Drawing the Line

Exhibition | Drawing the Line

Drawing the Line Various artists, The Norwegian Church, Cardiff Bay review
Drawing the Line
Various artists,
The Norwegian Church,
Cardiff Bay

All I really need to do is give you a list of surnames of the artists shown for this exhibition at Cardiff Bay’s Norwegian Church: Picasso, Hepworth, Sutherland, Frost, Emin – and that’s just for starters. There’s also Herman, Micallef and Frink. The show’s curator, Bill Garnett, has a collection that any museum would be proud of and this can only be to the benefit of The Mothers of Africa, the charity this show raised funds for.

It is obvious on first entering the gallery space that this show is going to be a good one. You won’t always walk into a show in Cardiff and be confronted by a work such as Tracey Emin’s ‘When I Think About Sex’ but this is the first work that Garnett has put at the top of the stairs. Showing a naked figure looking down and slightly to the side, the vulnerable figure in the centre of the print looks isolated and alone. You get the impression that if this is how Emin feels when she thinks about sex, then she is more troubled than any interview or newspaper article has had us believe yet.

Emin’s work is above Elisabeth Frink’s ‘Venus and the Cat’ (1968) showing what seems to be two pre-coital figures. The man knowingly faces away from the woman, as she holds up a mouse to his back – she seems to be asking if he is a man or is he more similar to the rodent which she holds in front of her. Put together with Emin’s work below, we can see how two very different artists a generation apart can be thematically linked through the influence of the old to the new.

if this is how Emin feels when she thinks about sex, then she is more troubled than any interview or newspaper article has had us believe

And what of the younger generations? How are they represented in this show? Some of John Abell‘s lithographs from his recent residency in the prestigious Curwen Studio appear. ‘Cabaret Girls’ shows a Moulin Rouge-style scene that Toulouse Lautrec may have doodled if he had access to Abell’s depraved imagination. As the band plays at the foot of the stage a woman sits nonchalantly picking her nose for the audience’s pleasure, while her legs are wide open. In the distance, silhouetted formal figures dance, showing that Joie de Vivre is not all it seems.

Lilith Gough‘s ‘Untitled’ is a startling image of an old man staring back at the viewer. His haggard, haunted face is perfectly captured in the medium of the lino-cut – yet his pained look is turned in on itself as his skin is covered in warm yellow and orange hues. Perhaps it is the figure reflected in his pupils that gives him this glow, walking away, never to be seen again.

I will admit that I have a soft spot for that which is different, and the way Garnett has hung this show appeals to my aesthetic understanding of the Parisian salon-style hangings of the mid nineteenth century. To see something like Sir Terry Frost’s ‘Sun Tree’ left nonchalantly leaning against a wall as if discarded is a delight compared to the stuffy formality of other galleries. And seeing something like Barbara Hepworth’s ‘Sun & Marble’ (1971) hung at a slight angle is a refreshing sight indeed – not perhaps for a better understanding of the figures, but definitely for the relaxed and jovial atmosphere that Garnett created for this show.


> [EXERCISE DESCRIPTION] From the line that holds "Identify the location" down to the last line of the listing below, reproduce each line exactly and nothing more, omitting pictures.

################

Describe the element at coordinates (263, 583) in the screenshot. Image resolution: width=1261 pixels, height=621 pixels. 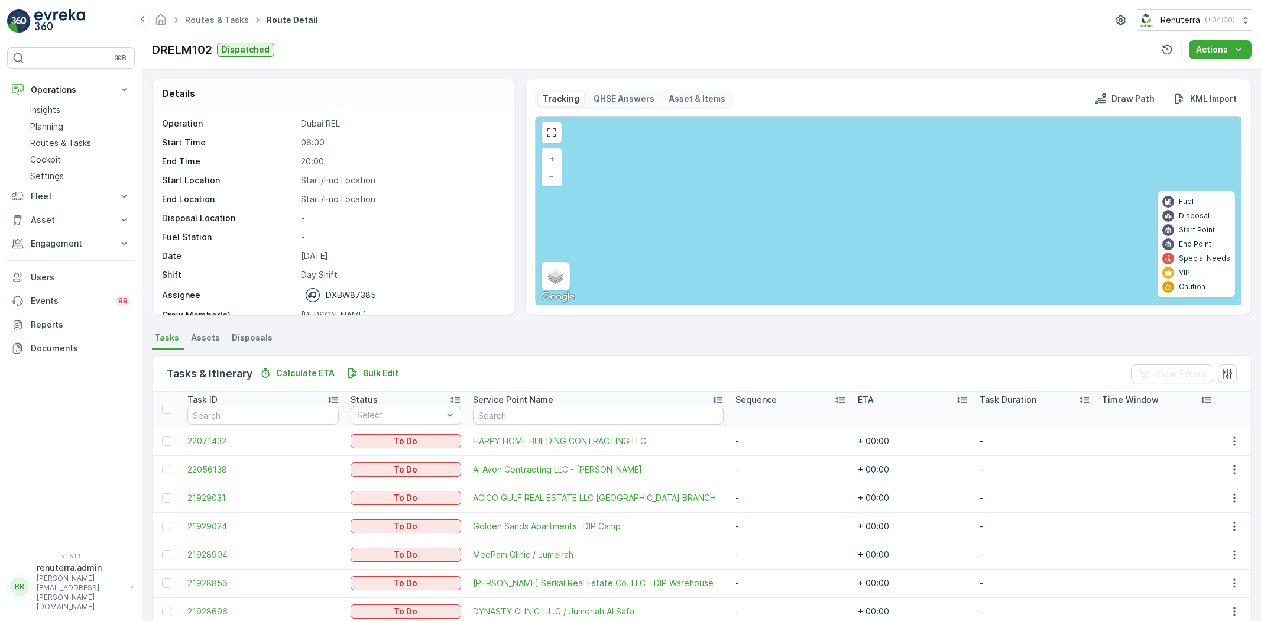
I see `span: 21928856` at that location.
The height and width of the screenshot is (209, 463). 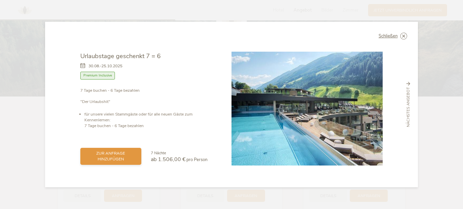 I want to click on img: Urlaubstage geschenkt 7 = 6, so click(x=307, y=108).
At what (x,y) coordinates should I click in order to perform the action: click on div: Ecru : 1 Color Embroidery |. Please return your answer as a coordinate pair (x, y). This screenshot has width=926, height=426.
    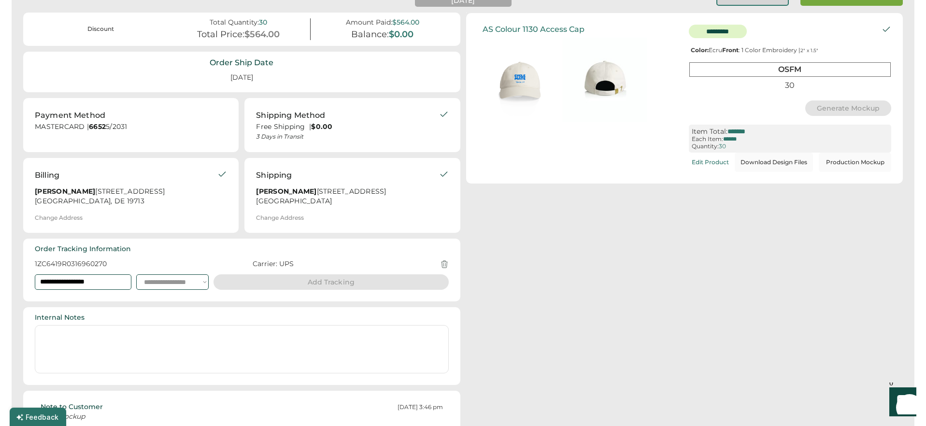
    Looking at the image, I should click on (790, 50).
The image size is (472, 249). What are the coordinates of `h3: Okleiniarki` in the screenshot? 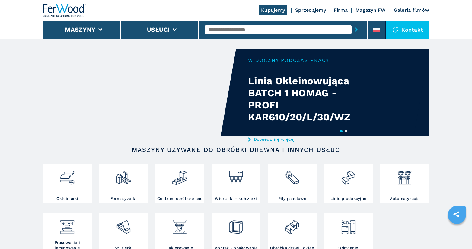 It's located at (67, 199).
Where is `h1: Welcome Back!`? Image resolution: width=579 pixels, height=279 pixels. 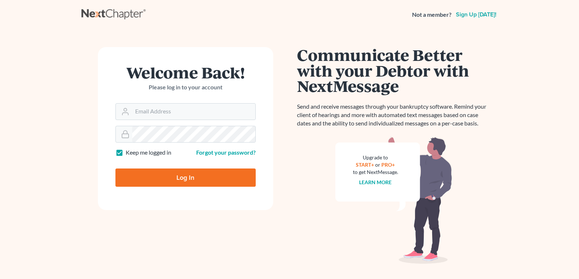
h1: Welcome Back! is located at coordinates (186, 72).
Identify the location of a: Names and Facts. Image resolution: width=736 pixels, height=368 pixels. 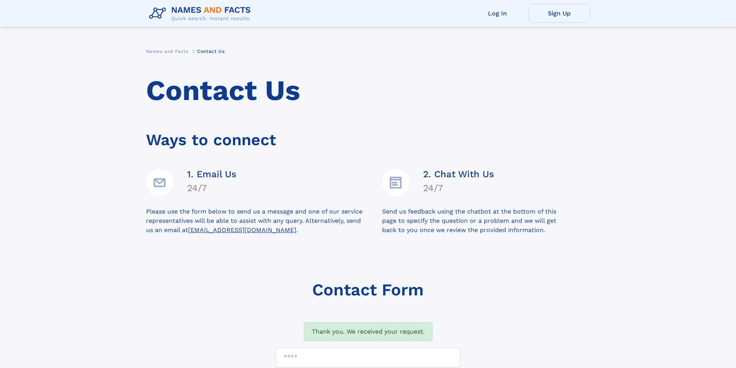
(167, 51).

################

> [PROBLEM SOLUTION]
Identify the location of a: Names and Facts. Image resolution: width=736 pixels, height=368 pixels. 
(167, 51).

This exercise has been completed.